Digital Alloys has announced the appointment of Carl Calabria as its Chief Technology Officer.
Carl Calabria, formerly the Head of Engineering at Formlabs, will oversee the commercialisation of Digital Alloys’ Joule Printing in his new role. He has also previously held a position in the engineering department of fellow 3D printing vendors Markforged, as well as the likes of iRobot, Sonos and Avid.
Bringing Calabria on board is seen as a significant achievement by Digital Alloys, a company founded in 2017 after spinning out of the NVLabs division of NVBOTS. He will have overall responsibility for both research and engineering at the Massachusetts-based company, working closely with Elad Taig, Digital Alloys’ VP of Engineering.
“Attracting Carl to Digital Alloys was a coup for us,” commented Duncan McCallum, CEO of Digital Alloys. “He brings extensive experience commercialising additive manufacturing and other cutting-edge technologies, and has a track record of building and leading strong organisations."
“Leaving Formlabs was a difficult decision,” added Calabria, “but I was drawn to the size of Digital Alloys’ market, the team, and the opportunity to use Joule Printing to deliver metal printing solutions that have the speed, cost and quality needed for volume manufacturing of larger parts. The remarkable technology is producing titanium and tool steel parts faster and at a lower cost than conventional manufacturing processes.”
Joule Printing is Digital Alloys flagship and patented additive manufacturing process. It uses commodity wire, rather than powders, as the raw material and sees a current pushed through it to melt the material, which is laid down and fused to form fully dense metal parts. There is said to be no need for sintering, binding or debinding. By removing these steps from the printing process, Digital Alloys believes Joule Printing can provide optimal speed, cost and repeatability.
Last year, G20 Ventures, Boeing HorizonX Ventures and Lincoln Electric joined Khosla Ventures in a series B funding round to raise $12.9 million.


What to do:
Since the records include pictures, leave those out while you reproduce exactly and only the lines from the one containing "Locate an element on the screen. The" through the one containing "pyautogui.click(x=<x>, y=<y>)", inclusive.

Source records:
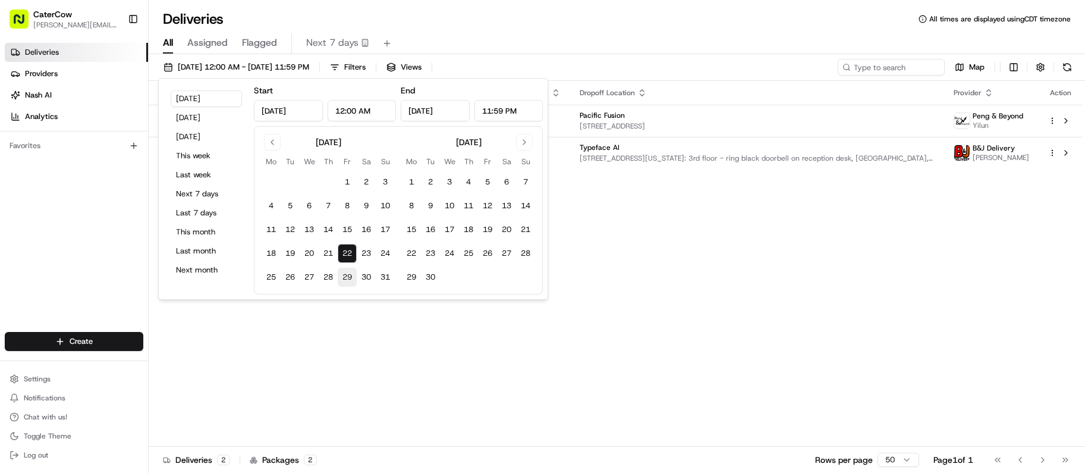 The height and width of the screenshot is (473, 1085). Describe the element at coordinates (206, 251) in the screenshot. I see `button: Last month` at that location.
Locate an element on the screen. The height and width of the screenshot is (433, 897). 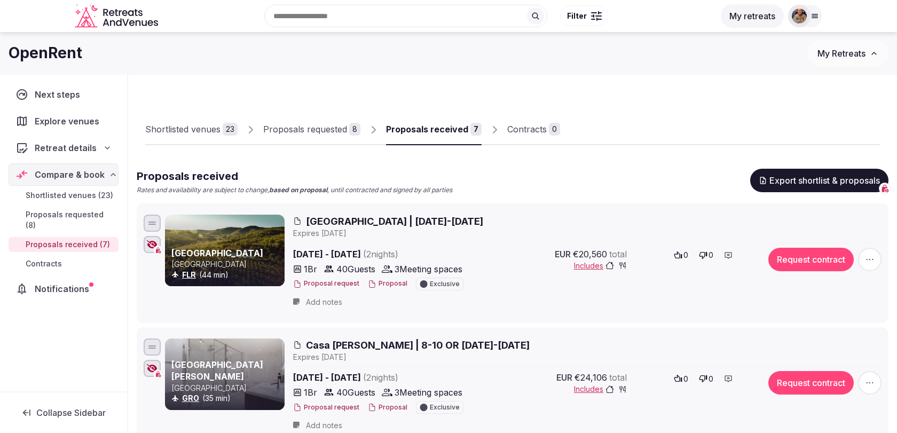
button: FLR is located at coordinates (189, 275).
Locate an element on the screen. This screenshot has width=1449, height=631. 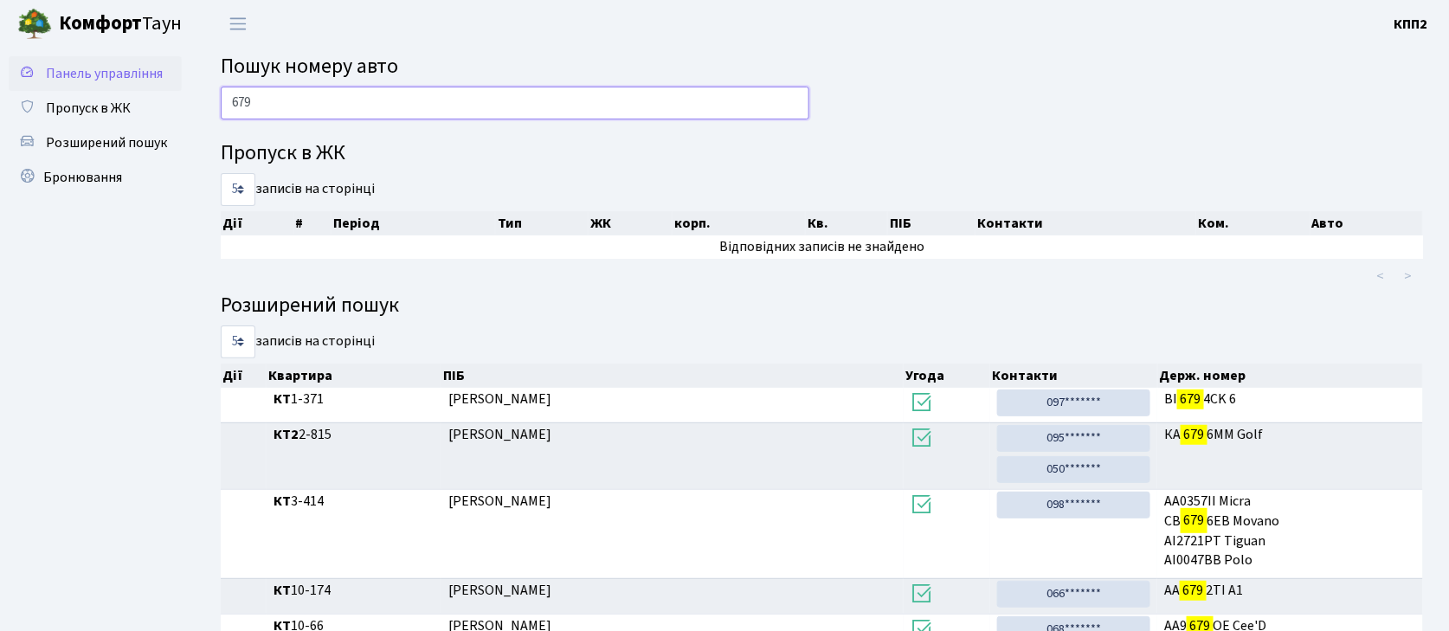
td: Відповідних записів не знайдено is located at coordinates (821, 247).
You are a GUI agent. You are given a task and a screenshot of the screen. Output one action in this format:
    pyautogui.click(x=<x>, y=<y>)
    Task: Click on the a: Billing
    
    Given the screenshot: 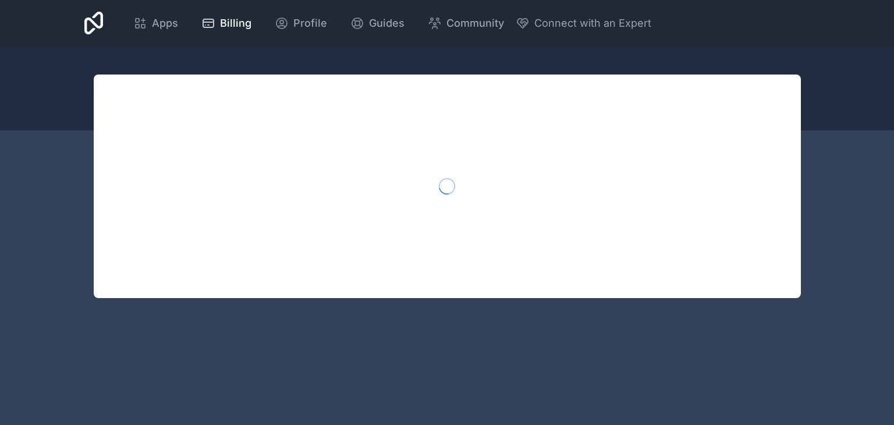 What is the action you would take?
    pyautogui.click(x=226, y=23)
    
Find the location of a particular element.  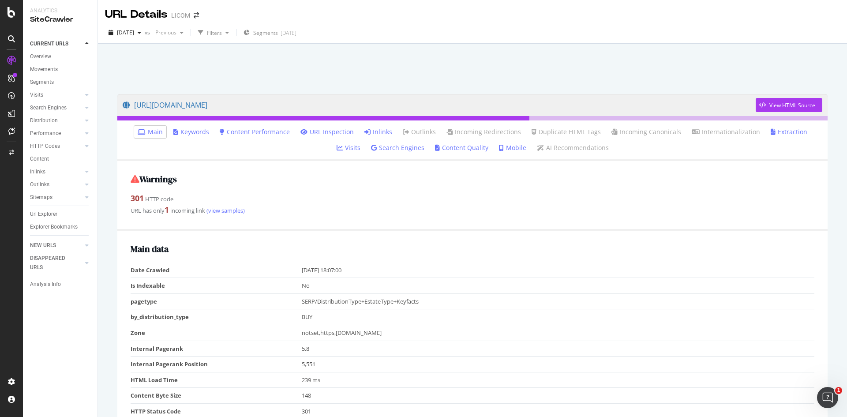

a: Extraction is located at coordinates (789, 132).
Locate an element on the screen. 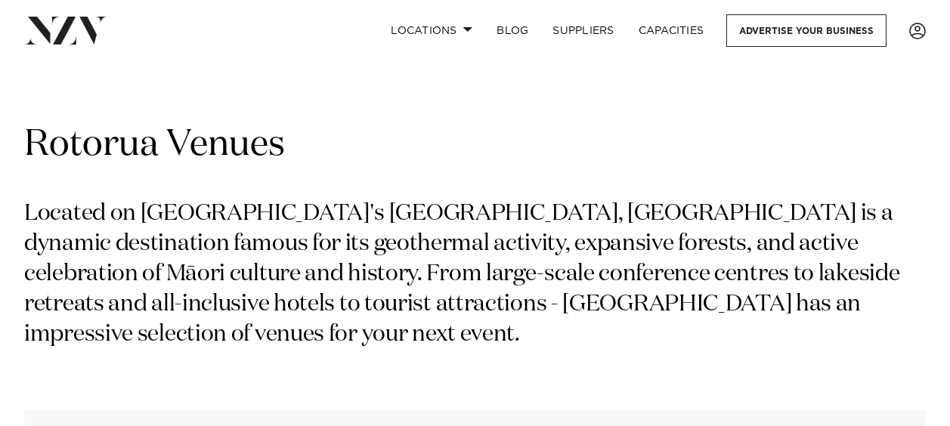 This screenshot has width=950, height=426. a: Locations is located at coordinates (432, 30).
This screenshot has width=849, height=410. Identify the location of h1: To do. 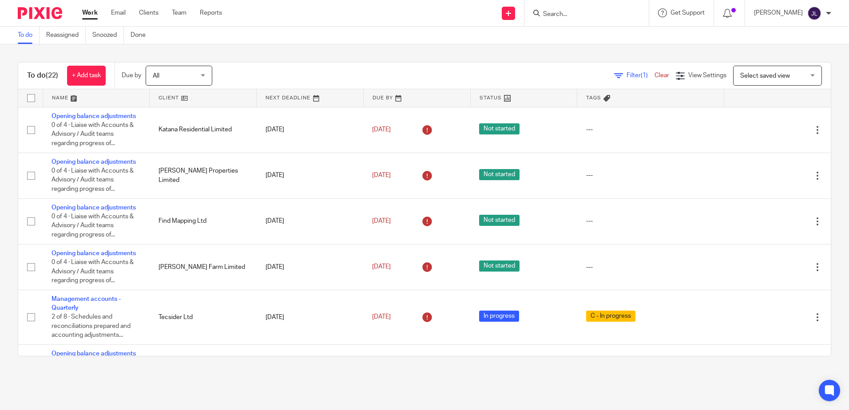
(43, 76).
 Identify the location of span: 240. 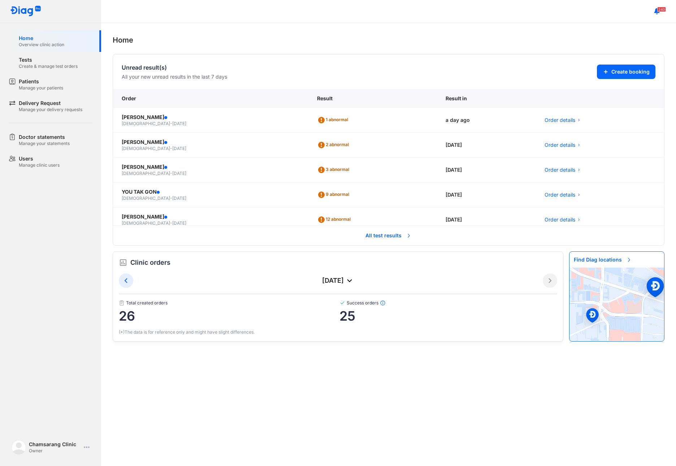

Response box:
Locate an element on the screen. The height and width of the screenshot is (433, 897). 
button: FLR is located at coordinates (189, 275).
Locate an element on the screen. This screenshot has width=1449, height=631. 
td: Відповідних записів не знайдено is located at coordinates (821, 247).
You are a GUI agent. You are given a task and a screenshot of the screen. Output one action in this format:
    pyautogui.click(x=<x>, y=<y>)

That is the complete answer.